Had it not been for his visible bald patch and the horseshoe curve of his shoulders, you could have taken Savely Savage for a teenager. He was skinny and, like all dreamers, he dragged his feet like a child. The office grind had sucked all the goodness out of the years and now he was irritated when anything new disturbed his usual routine. He'd fume when the roads were resurfaced or the street names changed or when his slippers weren't where he'd left them. He met the same people every day and only noticed them when they disappeared. He lived his life as if he was watching a boring film.
The town clung to a mining factory like a baby to its mother. The smoking chimneys could be seen from every part of town. In conversation, people would say «there» and everyone knew they meant the factory. They could nod vaguely in any direction and everyone would still know they meant the factory even if they'd nodded in a totally different direction.
Karimov, the factory manager, looked like an Italian Mafioso. He had black curly hair and a hawk nose and his appearance didn't fit into the local landscape where it resembled a glossy photo pasted over a pastel drawing. Karimov had been sent two years ago from Moscow, which from here seemed so distant it might as well have been abroad, and he lived out of his suitcases in a hotel, as if constantly awaiting a transfer. Karimov helped the local children's home and that's why people forgave him his look of disgust and the cold half-smile that never left his face and could induce a shiver even on a hot day. He was a door-step baby himself with the sticky eyes of every abandoned child. His mother had wrapped her baby in a faded dress and left him on the steps of the home. The baby lay there all night. He didn't cry, just fixed his angry eyes on the locked door. In the morning, he was picked up by a passer-by who took the bundle home and opened it up on the table, the baby splayed out like a frog. The man had no children and decided that the god he didn't believe in had sent him a son.
You could set your watch by Mayor Krotov. Rushing to work in the morning, Savely would see him outside the local municipal office and in the evening the burly mayor would tumble out of it like a potato falling from a torn sack. Keeping his eyes straight ahead, he would get into his car that would tip sideways. Rumour had it that the mayor had built a medieval castle with towers somewhere out in the forest, hidden away from the townsfolk. No-one had seen this castle, however, and encrusted with rumour, it grew to the size of a town. Krotov avoided meeting Coffin who did his best to avoid him too. They communicated through the chief of police, Trebenko, who travelled between the gangsters and the civil servants like a ferry between two shores. They had tacitly split the town in two.
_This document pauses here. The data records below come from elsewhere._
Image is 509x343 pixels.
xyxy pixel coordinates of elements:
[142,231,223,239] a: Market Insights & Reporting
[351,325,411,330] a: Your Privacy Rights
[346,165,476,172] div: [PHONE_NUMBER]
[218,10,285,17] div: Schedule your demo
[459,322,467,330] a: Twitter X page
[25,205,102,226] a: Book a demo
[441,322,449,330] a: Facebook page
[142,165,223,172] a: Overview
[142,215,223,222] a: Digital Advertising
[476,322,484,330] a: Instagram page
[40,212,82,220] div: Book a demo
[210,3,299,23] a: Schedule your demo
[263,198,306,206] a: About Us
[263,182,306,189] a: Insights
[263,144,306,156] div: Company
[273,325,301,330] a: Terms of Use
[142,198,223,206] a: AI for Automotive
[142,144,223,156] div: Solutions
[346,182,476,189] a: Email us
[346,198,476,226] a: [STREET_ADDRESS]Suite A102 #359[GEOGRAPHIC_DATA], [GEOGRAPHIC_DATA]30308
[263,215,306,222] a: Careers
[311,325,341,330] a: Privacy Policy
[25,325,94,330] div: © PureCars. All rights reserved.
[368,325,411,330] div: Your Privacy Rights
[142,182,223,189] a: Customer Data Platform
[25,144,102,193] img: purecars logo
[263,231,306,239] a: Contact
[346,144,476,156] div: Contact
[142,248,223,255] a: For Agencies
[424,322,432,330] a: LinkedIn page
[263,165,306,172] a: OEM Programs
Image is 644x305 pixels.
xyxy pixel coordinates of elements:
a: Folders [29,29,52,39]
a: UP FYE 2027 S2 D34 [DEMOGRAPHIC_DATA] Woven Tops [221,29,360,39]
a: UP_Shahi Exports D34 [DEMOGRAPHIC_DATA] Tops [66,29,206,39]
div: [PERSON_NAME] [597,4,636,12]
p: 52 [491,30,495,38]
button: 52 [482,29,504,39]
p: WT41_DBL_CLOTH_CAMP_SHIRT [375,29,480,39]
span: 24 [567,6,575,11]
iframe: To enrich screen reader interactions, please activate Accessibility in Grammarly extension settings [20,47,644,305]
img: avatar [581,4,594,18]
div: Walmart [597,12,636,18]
Each part had its own laws and regulations that didn't operate in the other.
Everything is in plain sight in a small town so no-one bothered to hide. The one place of entertainment, the Three Lemons bar, brought the town's big cheeses and its lowlifes together under one roof.
Trebenko would pop his head round the door on holidays but would hurry away after just one glass. Antonov, a chain store owner and an aspiring local Duma Deputy, left with a different girl every night. Facially, he looked like a kind uncle, capable only of taking you on his knee to tell you a story. Antonov didn't tell any stories but he did give generous presents. He had a furrowed brow and a well-padded torso that he covered up with wide jackets a size too big so that he always seemed to be wearing someone else's suit. Antonov drank life down in big gulps and his vodka in tiny sips and he believed that anything that was for sale could be bought and anything that could be bought was for sale.